▶ Exercise requirements
Each line below has to be set down again exactly.

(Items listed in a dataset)
# # # # #
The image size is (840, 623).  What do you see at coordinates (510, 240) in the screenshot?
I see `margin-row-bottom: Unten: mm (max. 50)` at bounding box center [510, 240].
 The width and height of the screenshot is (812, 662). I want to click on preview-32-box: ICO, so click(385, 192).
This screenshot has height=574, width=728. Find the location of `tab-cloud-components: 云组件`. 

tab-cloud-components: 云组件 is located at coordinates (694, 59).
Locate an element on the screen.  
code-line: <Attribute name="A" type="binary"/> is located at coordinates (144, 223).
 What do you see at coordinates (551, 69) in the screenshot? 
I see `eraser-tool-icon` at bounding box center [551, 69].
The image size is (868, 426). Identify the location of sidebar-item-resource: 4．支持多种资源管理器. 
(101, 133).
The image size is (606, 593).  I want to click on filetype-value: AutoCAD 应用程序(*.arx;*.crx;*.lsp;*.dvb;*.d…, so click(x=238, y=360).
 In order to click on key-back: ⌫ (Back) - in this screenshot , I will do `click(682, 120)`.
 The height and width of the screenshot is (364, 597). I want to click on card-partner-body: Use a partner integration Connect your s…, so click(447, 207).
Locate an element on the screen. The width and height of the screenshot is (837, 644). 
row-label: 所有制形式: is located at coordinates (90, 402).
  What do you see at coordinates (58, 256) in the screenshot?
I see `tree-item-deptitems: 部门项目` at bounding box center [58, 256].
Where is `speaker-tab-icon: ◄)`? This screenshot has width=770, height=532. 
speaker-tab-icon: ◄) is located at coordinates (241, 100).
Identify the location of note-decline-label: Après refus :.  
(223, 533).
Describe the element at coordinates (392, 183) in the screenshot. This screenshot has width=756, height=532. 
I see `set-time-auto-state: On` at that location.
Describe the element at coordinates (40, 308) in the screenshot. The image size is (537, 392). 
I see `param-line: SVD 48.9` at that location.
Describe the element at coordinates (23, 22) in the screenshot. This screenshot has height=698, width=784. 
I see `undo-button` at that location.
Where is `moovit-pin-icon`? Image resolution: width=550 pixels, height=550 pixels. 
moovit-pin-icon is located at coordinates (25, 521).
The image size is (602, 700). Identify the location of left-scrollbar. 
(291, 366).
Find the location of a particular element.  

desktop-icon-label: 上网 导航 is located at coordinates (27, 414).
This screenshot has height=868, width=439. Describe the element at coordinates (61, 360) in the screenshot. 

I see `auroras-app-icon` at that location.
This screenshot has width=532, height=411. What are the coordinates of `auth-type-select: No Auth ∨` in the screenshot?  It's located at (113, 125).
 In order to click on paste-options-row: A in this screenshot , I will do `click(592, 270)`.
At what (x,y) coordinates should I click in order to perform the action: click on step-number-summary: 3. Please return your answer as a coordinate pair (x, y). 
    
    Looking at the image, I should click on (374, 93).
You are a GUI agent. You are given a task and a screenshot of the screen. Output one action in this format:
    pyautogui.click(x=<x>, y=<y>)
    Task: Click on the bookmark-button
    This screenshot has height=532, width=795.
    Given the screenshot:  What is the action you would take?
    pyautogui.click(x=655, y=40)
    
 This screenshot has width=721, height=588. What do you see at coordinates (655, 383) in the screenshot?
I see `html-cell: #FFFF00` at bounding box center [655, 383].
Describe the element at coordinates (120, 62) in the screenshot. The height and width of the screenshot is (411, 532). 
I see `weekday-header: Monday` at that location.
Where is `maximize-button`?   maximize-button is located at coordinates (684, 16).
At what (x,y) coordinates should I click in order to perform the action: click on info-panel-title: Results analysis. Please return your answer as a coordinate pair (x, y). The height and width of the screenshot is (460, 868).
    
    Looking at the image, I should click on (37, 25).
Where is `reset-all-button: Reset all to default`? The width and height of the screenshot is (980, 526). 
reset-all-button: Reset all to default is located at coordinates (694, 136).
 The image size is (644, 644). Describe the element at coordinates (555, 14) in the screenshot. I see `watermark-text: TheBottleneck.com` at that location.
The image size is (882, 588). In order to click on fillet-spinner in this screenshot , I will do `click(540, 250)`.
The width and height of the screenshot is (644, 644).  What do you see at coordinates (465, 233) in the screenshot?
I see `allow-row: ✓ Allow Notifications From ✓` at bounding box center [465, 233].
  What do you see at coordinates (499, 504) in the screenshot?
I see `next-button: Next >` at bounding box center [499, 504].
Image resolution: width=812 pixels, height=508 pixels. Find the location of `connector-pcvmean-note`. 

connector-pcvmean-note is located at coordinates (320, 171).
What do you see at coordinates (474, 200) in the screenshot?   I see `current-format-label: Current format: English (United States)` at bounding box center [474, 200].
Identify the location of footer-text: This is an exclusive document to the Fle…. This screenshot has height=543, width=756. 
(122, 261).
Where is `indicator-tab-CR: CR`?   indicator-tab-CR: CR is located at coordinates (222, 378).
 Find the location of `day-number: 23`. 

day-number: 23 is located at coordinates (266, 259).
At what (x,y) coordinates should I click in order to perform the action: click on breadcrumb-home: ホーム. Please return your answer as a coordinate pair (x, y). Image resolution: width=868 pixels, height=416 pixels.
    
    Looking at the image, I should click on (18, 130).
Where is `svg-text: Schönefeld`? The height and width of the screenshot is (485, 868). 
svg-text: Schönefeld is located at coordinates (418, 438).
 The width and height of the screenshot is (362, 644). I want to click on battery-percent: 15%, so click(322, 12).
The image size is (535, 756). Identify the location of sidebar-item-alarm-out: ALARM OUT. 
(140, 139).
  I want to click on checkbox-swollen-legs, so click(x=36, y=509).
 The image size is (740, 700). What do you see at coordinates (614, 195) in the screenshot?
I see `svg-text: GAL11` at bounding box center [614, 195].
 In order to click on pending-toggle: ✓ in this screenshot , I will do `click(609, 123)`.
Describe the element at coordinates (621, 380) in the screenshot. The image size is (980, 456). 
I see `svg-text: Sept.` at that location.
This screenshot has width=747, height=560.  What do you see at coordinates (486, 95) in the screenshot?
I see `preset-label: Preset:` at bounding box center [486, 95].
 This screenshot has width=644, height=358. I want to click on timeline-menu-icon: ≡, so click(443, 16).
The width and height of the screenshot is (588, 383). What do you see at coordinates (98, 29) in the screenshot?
# # # # #
▶ Exercise result
The image size is (840, 623).  What do you see at coordinates (510, 240) in the screenshot?
I see `margin-row-bottom: Unten: mm (max. 50)` at bounding box center [510, 240].
 The width and height of the screenshot is (812, 662). I want to click on preview-32-box: ICO, so click(385, 192).
This screenshot has height=574, width=728. Find the location of `tab-cloud-components: 云组件`. 

tab-cloud-components: 云组件 is located at coordinates (694, 59).
Locate an element on the screen.  
code-line: <Attribute name="A" type="binary"/> is located at coordinates (144, 223).
 What do you see at coordinates (551, 69) in the screenshot? 
I see `eraser-tool-icon` at bounding box center [551, 69].
The image size is (868, 426). Identify the location of sidebar-item-resource: 4．支持多种资源管理器. 
(101, 133).
The image size is (606, 593).  I want to click on filetype-value: AutoCAD 应用程序(*.arx;*.crx;*.lsp;*.dvb;*.d…, so click(x=238, y=360).
 In order to click on key-back: ⌫ (Back) - in this screenshot , I will do `click(682, 120)`.
 The height and width of the screenshot is (364, 597). I want to click on card-partner-body: Use a partner integration Connect your s…, so click(447, 207).
Locate an element on the screen. The width and height of the screenshot is (837, 644). 
row-label: 所有制形式: is located at coordinates (90, 402).
  What do you see at coordinates (58, 256) in the screenshot?
I see `tree-item-deptitems: 部门项目` at bounding box center [58, 256].
Where is `speaker-tab-icon: ◄)`? This screenshot has width=770, height=532. 
speaker-tab-icon: ◄) is located at coordinates (241, 100).
Identify the location of note-decline-label: Après refus :.  
(223, 533).
Describe the element at coordinates (392, 183) in the screenshot. This screenshot has width=756, height=532. 
I see `set-time-auto-state: On` at that location.
Describe the element at coordinates (40, 308) in the screenshot. The image size is (537, 392). 
I see `param-line: SVD 48.9` at that location.
Describe the element at coordinates (23, 22) in the screenshot. This screenshot has height=698, width=784. 
I see `undo-button` at that location.
Where is `moovit-pin-icon`? Image resolution: width=550 pixels, height=550 pixels. 
moovit-pin-icon is located at coordinates (25, 521).
The image size is (602, 700). Identify the location of left-scrollbar. 
(291, 366).
Find the location of a particular element.  

desktop-icon-label: 上网 导航 is located at coordinates (27, 414).
This screenshot has height=868, width=439. Describe the element at coordinates (61, 360) in the screenshot. 

I see `auroras-app-icon` at that location.
This screenshot has width=532, height=411. What are the coordinates of `auth-type-select: No Auth ∨` in the screenshot?  It's located at (113, 125).
 In order to click on paste-options-row: A in this screenshot , I will do `click(592, 270)`.
At what (x,y) coordinates should I click in order to perform the action: click on step-number-summary: 3. Please return your answer as a coordinate pair (x, y). 
    
    Looking at the image, I should click on (374, 93).
You are a GUI agent. You are given a task and a screenshot of the screen. Output one action in this format:
    pyautogui.click(x=<x>, y=<y>)
    Task: Click on the bookmark-button
    This screenshot has height=532, width=795.
    Given the screenshot:  What is the action you would take?
    pyautogui.click(x=655, y=40)
    
 This screenshot has width=721, height=588. What do you see at coordinates (655, 383) in the screenshot?
I see `html-cell: #FFFF00` at bounding box center [655, 383].
Describe the element at coordinates (120, 62) in the screenshot. The height and width of the screenshot is (411, 532). 
I see `weekday-header: Monday` at that location.
Where is `maximize-button`?   maximize-button is located at coordinates (684, 16).
At what (x,y) coordinates should I click in order to perform the action: click on info-panel-title: Results analysis. Please return your answer as a coordinate pair (x, y). The height and width of the screenshot is (460, 868).
    
    Looking at the image, I should click on (37, 25).
Where is `reset-all-button: Reset all to default`? The width and height of the screenshot is (980, 526). 
reset-all-button: Reset all to default is located at coordinates (694, 136).
 The image size is (644, 644). Describe the element at coordinates (555, 14) in the screenshot. I see `watermark-text: TheBottleneck.com` at that location.
The image size is (882, 588). In order to click on fillet-spinner in this screenshot , I will do `click(540, 250)`.
The width and height of the screenshot is (644, 644).  What do you see at coordinates (465, 233) in the screenshot?
I see `allow-row: ✓ Allow Notifications From ✓` at bounding box center [465, 233].
  What do you see at coordinates (499, 504) in the screenshot?
I see `next-button: Next >` at bounding box center [499, 504].
Image resolution: width=812 pixels, height=508 pixels. Find the location of `connector-pcvmean-note`. 

connector-pcvmean-note is located at coordinates (320, 171).
What do you see at coordinates (474, 200) in the screenshot?   I see `current-format-label: Current format: English (United States)` at bounding box center [474, 200].
Identify the location of footer-text: This is an exclusive document to the Fle…. This screenshot has height=543, width=756. 
(122, 261).
Where is `indicator-tab-CR: CR`?   indicator-tab-CR: CR is located at coordinates (222, 378).
 Find the location of `day-number: 23`. 

day-number: 23 is located at coordinates (266, 259).
At what (x,y) coordinates should I click in order to perform the action: click on breadcrumb-home: ホーム. Please return your answer as a coordinate pair (x, y). Image resolution: width=868 pixels, height=416 pixels.
    
    Looking at the image, I should click on (18, 130).
Where is `svg-text: Schönefeld`? The height and width of the screenshot is (485, 868). 
svg-text: Schönefeld is located at coordinates (418, 438).
 The width and height of the screenshot is (362, 644). I want to click on battery-percent: 15%, so click(322, 12).
The image size is (535, 756). Identify the location of sidebar-item-alarm-out: ALARM OUT. 
(140, 139).
  I want to click on checkbox-swollen-legs, so click(x=36, y=509).
 The image size is (740, 700). What do you see at coordinates (614, 195) in the screenshot?
I see `svg-text: GAL11` at bounding box center [614, 195].
 In order to click on pending-toggle: ✓ in this screenshot , I will do `click(609, 123)`.
Describe the element at coordinates (621, 380) in the screenshot. The image size is (980, 456). 
I see `svg-text: Sept.` at that location.
This screenshot has width=747, height=560.  What do you see at coordinates (486, 95) in the screenshot?
I see `preset-label: Preset:` at bounding box center [486, 95].
 This screenshot has width=644, height=358. I want to click on timeline-menu-icon: ≡, so click(443, 16).
The width and height of the screenshot is (588, 383). What do you see at coordinates (98, 29) in the screenshot?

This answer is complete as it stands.